Aaron Swartz was a lot of things the US government isn’t particularly
fond of. He was an activist — a key architect of the campaigns that
brought down COICA, SOPA, and PIPA, three copyright bills written to
preserve the interests of Hollywood lobbyists. He was also a free
culture agitator, who in 2008 wrote a
Guerilla Open Access Manifesto
calling for the “liberation” of taxpayer-funded research papers from
privately-owned paywalls like JSTOR and PACER. If he could be called a
“hacker” in any sense, it’d be closer to the definitions of the
eccentric Free Software godfather Richard Stallman, who once described
hacking as “
playful cleverness” — a dance along the razor’s edge, bending the rules of the current system to create something new, better, or different.

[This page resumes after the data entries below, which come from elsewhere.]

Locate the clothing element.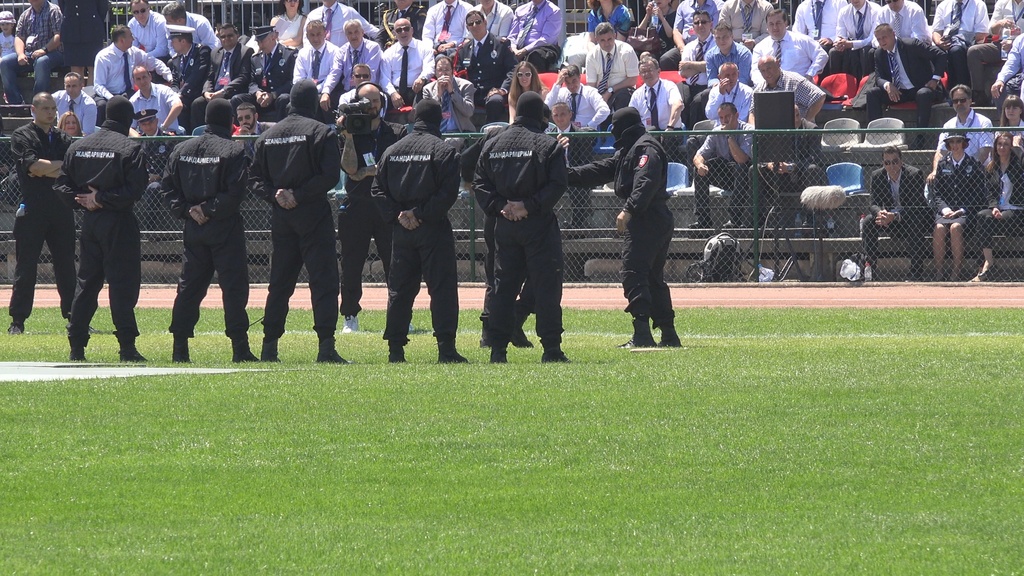
Element bbox: {"x1": 675, "y1": 35, "x2": 717, "y2": 109}.
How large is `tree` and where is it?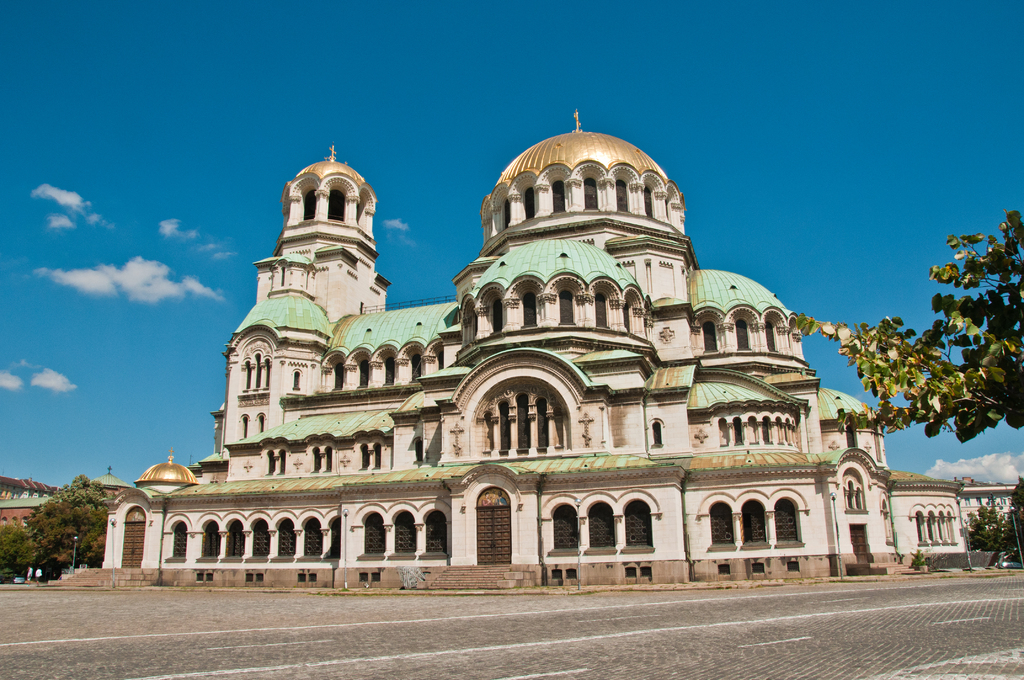
Bounding box: <region>22, 492, 100, 580</region>.
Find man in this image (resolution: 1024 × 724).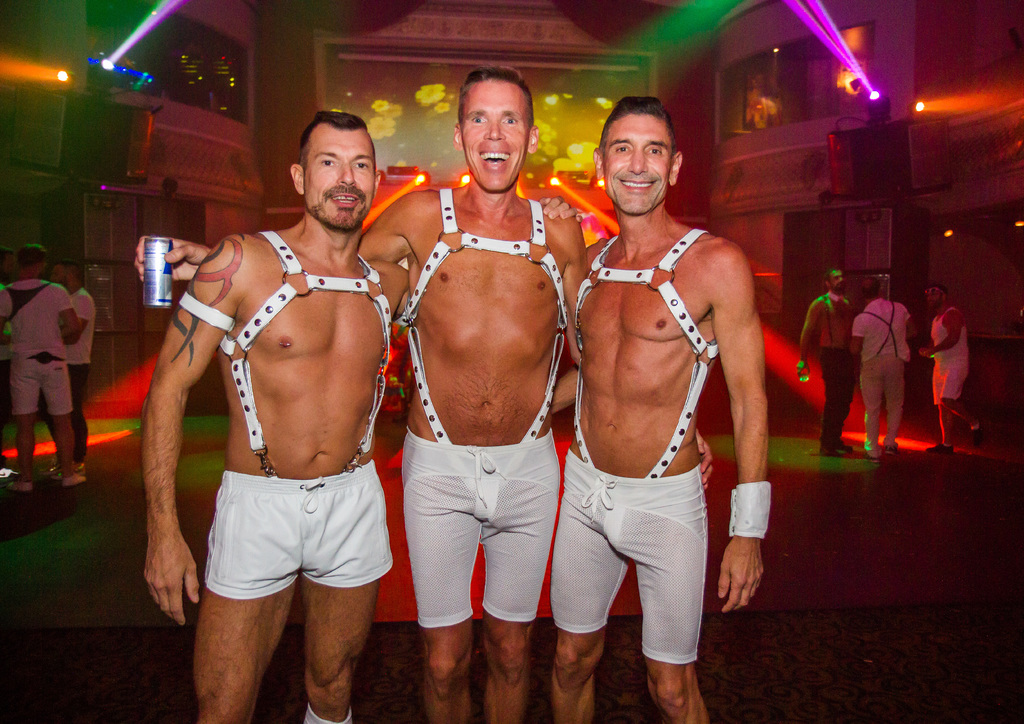
box=[131, 70, 714, 723].
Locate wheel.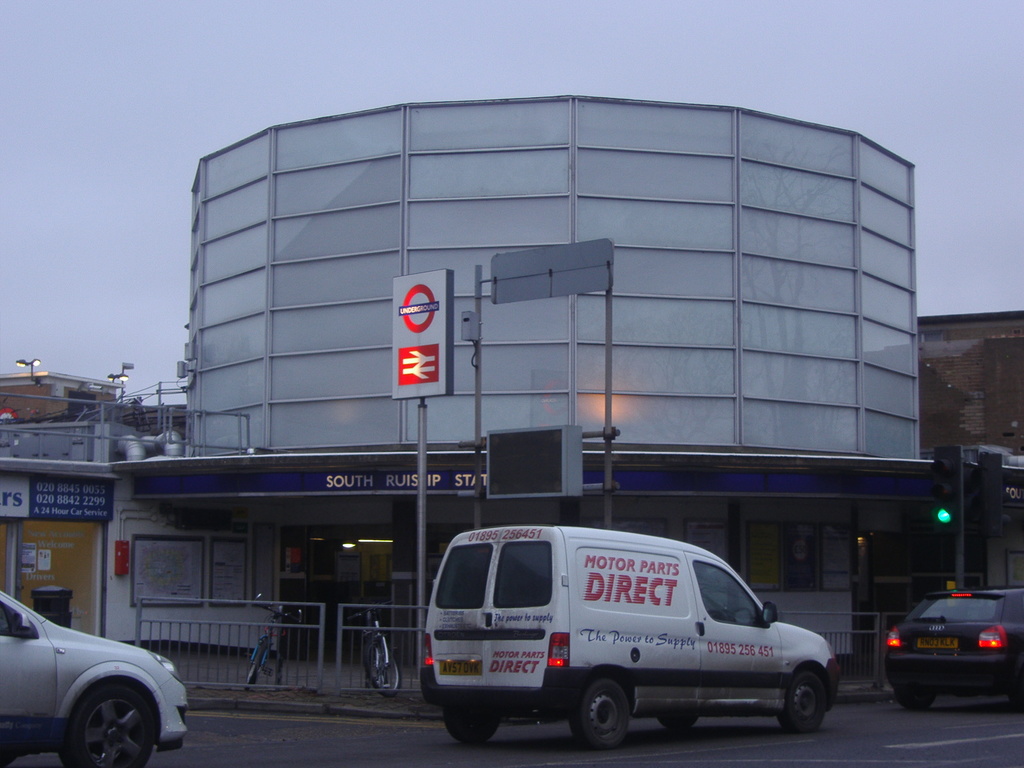
Bounding box: (x1=895, y1=694, x2=940, y2=717).
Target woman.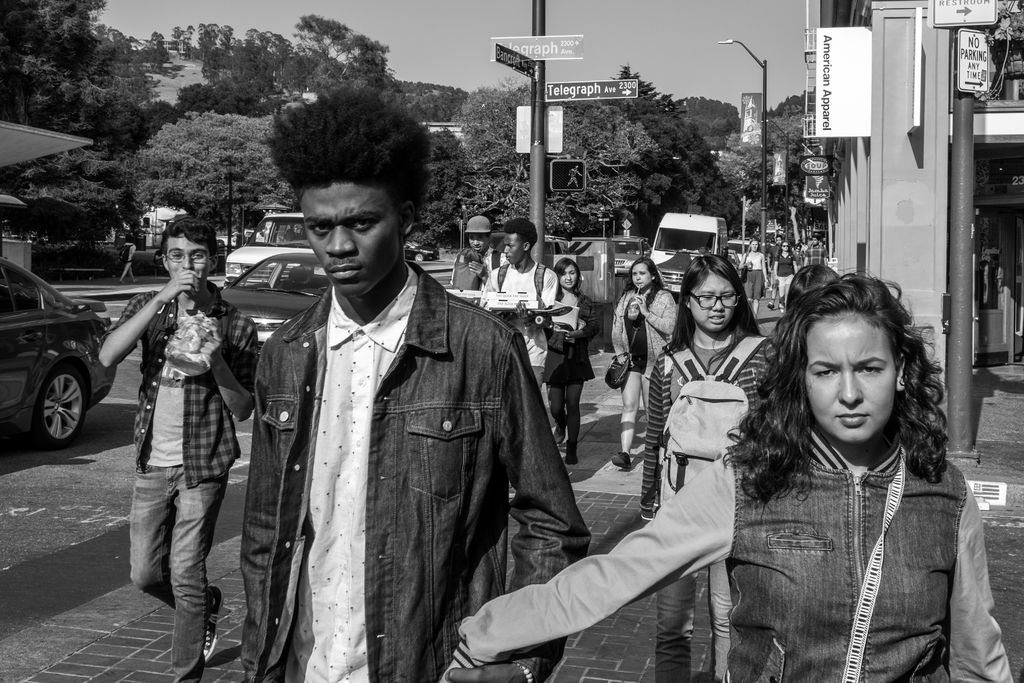
Target region: box(611, 261, 679, 463).
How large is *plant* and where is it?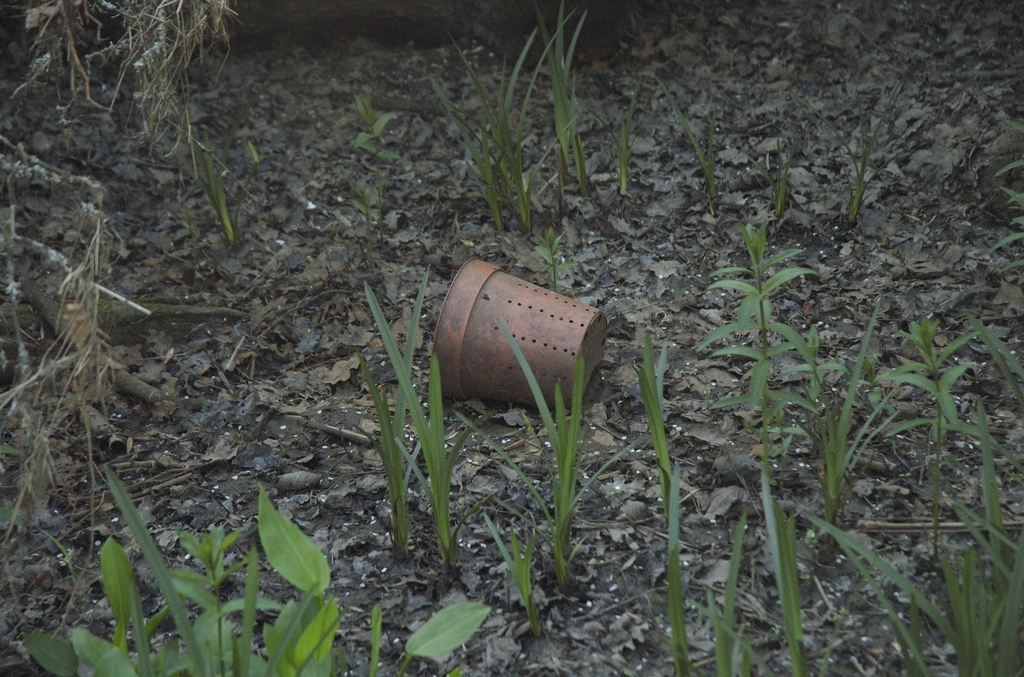
Bounding box: BBox(452, 313, 642, 583).
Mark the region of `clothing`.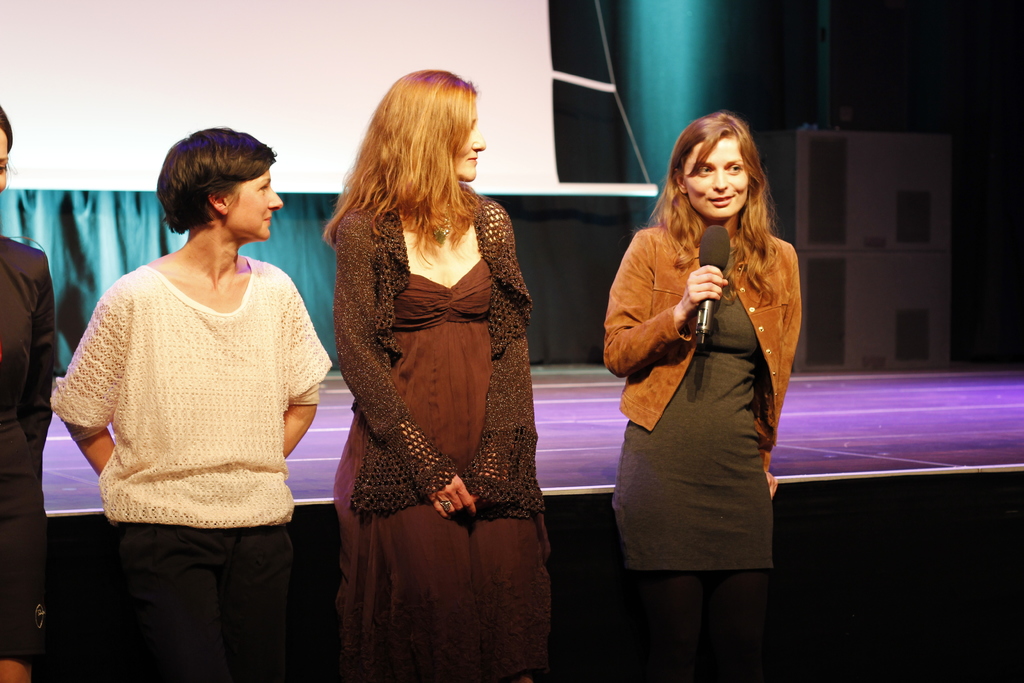
Region: 614/224/803/682.
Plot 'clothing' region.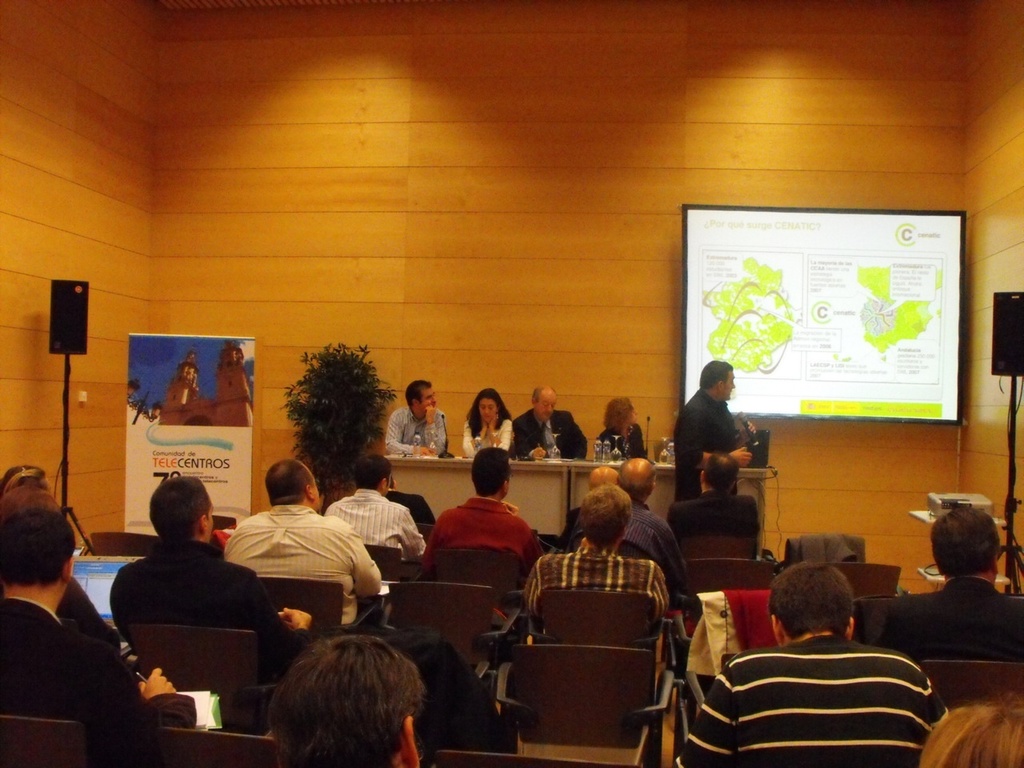
Plotted at BBox(702, 618, 959, 762).
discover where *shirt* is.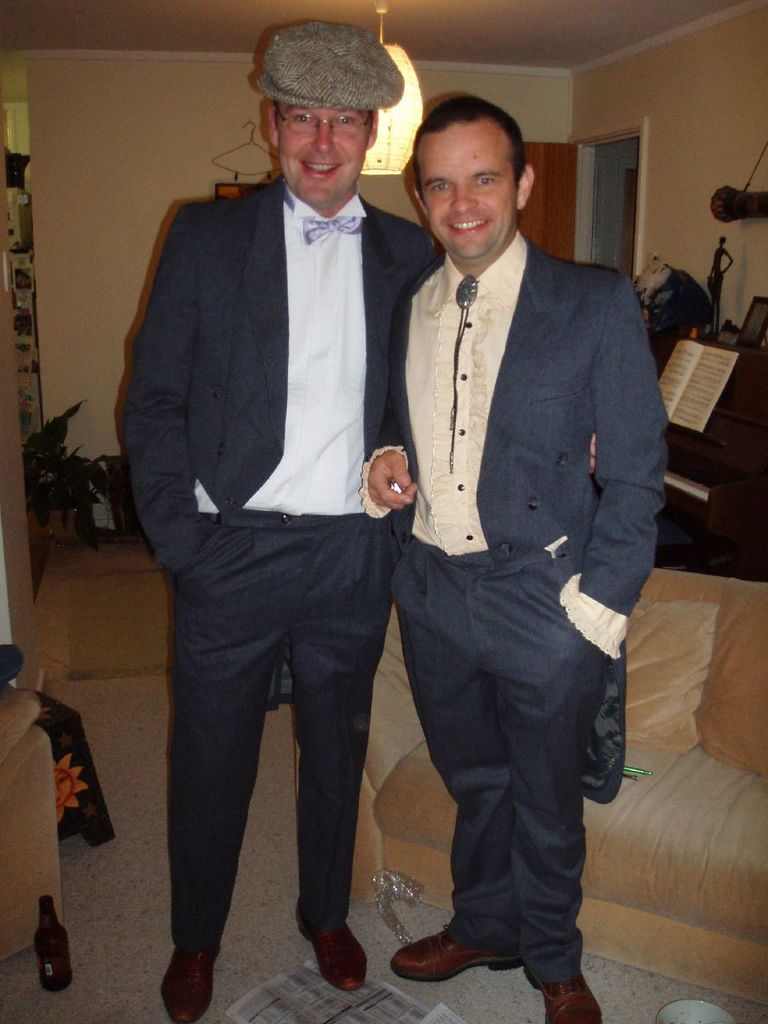
Discovered at (199, 195, 370, 518).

Amending CFAA won’t reverse what happened to Aaron Swartz. But in the
short term, it might at least prevent prosecutors from using the law to
pursue all kinds of innocuous activity. It’s with that in mind that
Rep. Zoe Lofgren
went on Reddit this week
to propose a draft of “Aaron’s Law,” a new bill that would change the
requirements in the CFAA to explicitly prohibit Terms of Service and
other private contracts from standing in for government definitions of
criminality.
“When I heard about Aaron’s death I was not only sad but outraged,” Lofgren said this week in a phone interview with
The Verge.
“I didn’t know the details of the prosecution as well as I do now, but
when I heard about it, my first reaction was [that] we need to change
the statute that would permit this.”
n August of 2011, members of various groups from across the political
spectrum including the EFF, the ACLU, and the Heritage Foundation had
exactly the same idea. In a letter to Senators Patrick Leahy and Chuck
Grassley, they wrote that activities which violate terms of service
“should not be “computer crimes,” any more than they are crimes in the
physical world.”
If, for example, an employee photocopies an employer’s
document to give to a friend without that employer’s permission, there
is no federal crime (though there may be, for example, a contractual
violation). However, if an employee emails that document, there may be a
CFAA violation. If a person assumes a fictitious identity at a party,
there is no federal crime. Yet if they assume that same identity on a
social network that prohibits pseudonyms, there may again be a CFAA
violation. This is a gross misuse of the law.
The CFAA should focus on malicious hacking and identity theft and not
on criminalizing any behavior that happens to take place online in
violation of terms of service or an acceptable use policy.”
Fakhoury agrees it’s a good time call for CFAA reform, but worries
whether the efforts can attract enough support in Congress. He points to
a previous attempt by Sen. Patrick Leahy to fix the TOS loophole, which
wound up being
tied to even higher sentences and the addition of a two-year mandatory minimum.
Since its announcement, copyright reform advocate Lawrence Lessig,
Swartz’s former mentor, has thrown his enthusiastic support behind
Lofgren’s proposed bill, and others have
left feedback and suggestions on ways to refine it.
As for the debate over prosecutorial overreach, Lofgren acknowledges
it’s a broader issue that needs attention. But for now, she’s intent on
honing in on the more immediate problem, and hopeful that she can gather
bipartisan support.
“What I want to do first is address the [CFAA] statute that was used
in a way that I think shocked a lot of people,” she says. “Most people,
when they look at what Aaron did, think it shouldn’t be a crime at all,
certainly not a felony and certainly not [carrying] mandatory minimums.”